Woke one night. During a dream that Vine was running an airborne burial service. With a hearse plane, flower plane and planes carrying the mourners to an airport surrounded by a cemetery. Fanny's bedside lamp on. She lay face up, her head cushioned by the billowy pillow. Could just see over the edges of mine. Her eyes staring at the ceiling out of their pools of moisture overflowing down her cheeks. Reach for her arm to ask what was the matter. And I didn't. For fear I'd touch something untouchable deep in her secret pool of sorrow. A look on her face. That something was running away she couldn't catch. Yesterday I saw people who knew her, waving as they left the oak panelled room where Fanny and I met for a drink after I waltzed down from the club. They kept smilingly shaking their arms and she looked straight through them.
Took Fanny on a trip north out of Grand Central Station. Clutching each other in the tiny little world abuilding we made out of our lives. Said why don't we just go and get on any train. After I have a pee. Went up steps into the great pissoir. Chose one of the marble latrines. Where three gents were standing wild eyed side by side, feverishly pulling their stiff white pricks. Told Fanny on the train. When I'd recovered from my shock. Said she wished she could see. Her dream was to be fucked in her three throats, top bottom and back, by three pricks while holding two more, one in each hand. Gave her a religious feeling she was being crucified. And made me wretched with jealousy all the way to Mount Kisco. Walked around town. Then cross country. Relieved I never saw four guys. But everyone staring as they sped past on the road. Showed her the white clapboard house where my little brother and I had been sent in the summers. The lake we swam in and belted poor bulging eyed bull frogs over the head with canoe paddles as they sat grunting peacefully in the water. Always watch ou
t where you sit sunning.
On the way back to town police stopped to arrest us as vagrants. Fanny flashed sixteen one hundred dollar bills. And they arrested us as crooks. Three phone calls later locating Fanny's lawyer they apologised and let us go, said someone heard my accent and was suspicious I was a spy.
The big train thundering back towards the city, it began to rain.
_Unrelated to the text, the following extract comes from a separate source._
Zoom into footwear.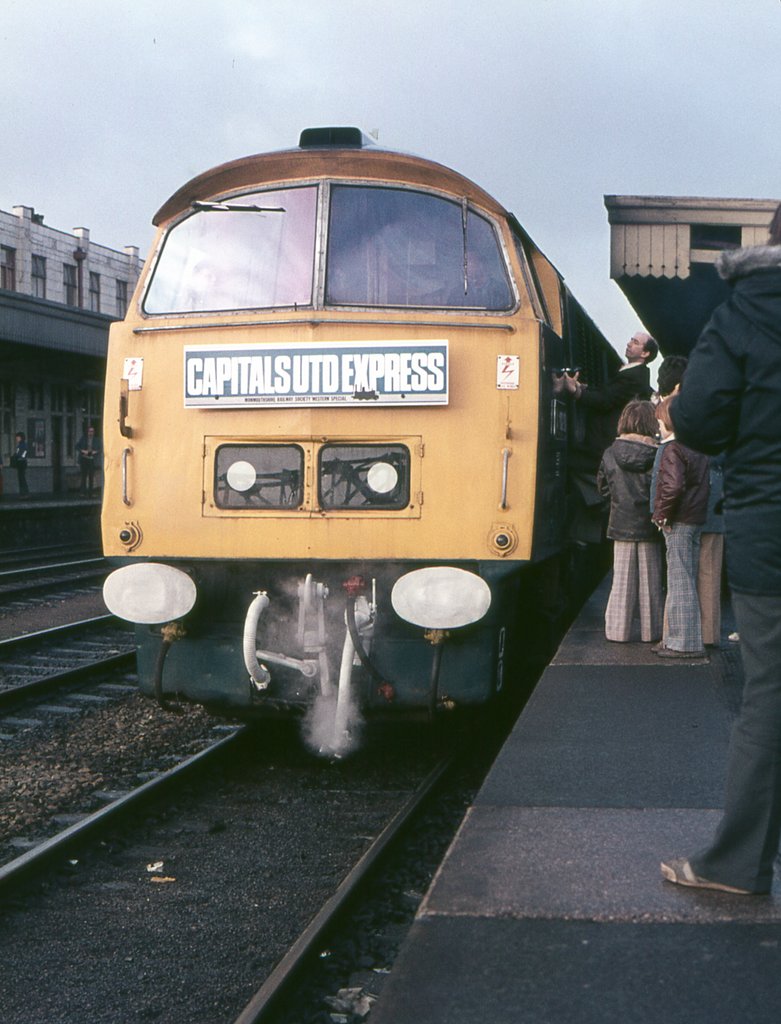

Saw a face I knew from the Bronx as a boy. Just clipped our tickets as if he'd never seen me before. An only child to whom his parents gave everything. Even his false teeth to replace those I knocked out in a fight. Watched him go down the aisle and back into the past, in his blue conductor's uniform. His mother and father pampering him as a princeling. The world later on casually slamming him in the balls.
Fanny bought me a pair of rat skin gloves. And she knelt nights in an array of jewels and gowns by the side of her round tiny dining room table. As I tore into rare thick steaks and defenceless mounds of creamed spinach. Running lower and lower in cash. Getting higher and higher up Fanny. Our bodies clapping together on the bed. In sweaty crescendoes. Through musical interludes over the radio. My own naked recitals I gave at the piano. Fanny blowing me through a slow movement to an incredible tune my fingers played. Soft or hard it seemed my cock was hardly ever out of her mouth. Unless it was in her somewhere else. And the sudden midnight arrest we watched of the murderess across the street. Who shot her lover seven times down the spine. Red lights flashing, blue uniforms disappearing into the building. Ambulances and squad cars taking everybody away. And before we went to sleep, the murderess was free on bail. Returning triumphantly in her giant chauffeured limozine.
Now this morning Fanny tightening my tie said my poor little baby wear your gloves and let Glen take you over to Vine, I insist. Please Cornelius, it will make you feel so much better getting out of a chauffeured car. And I walked. Flashing my shoeshine. Gloriously stubborn to the last. Approaching this elaborate yellowed brick emporium. Five stories high. Bay trees in big barrels at the entrance. Brown carpeted lobby. Not a sign of green anywhere. Man with a pince nez and waxed twirled mustache asks can I help you.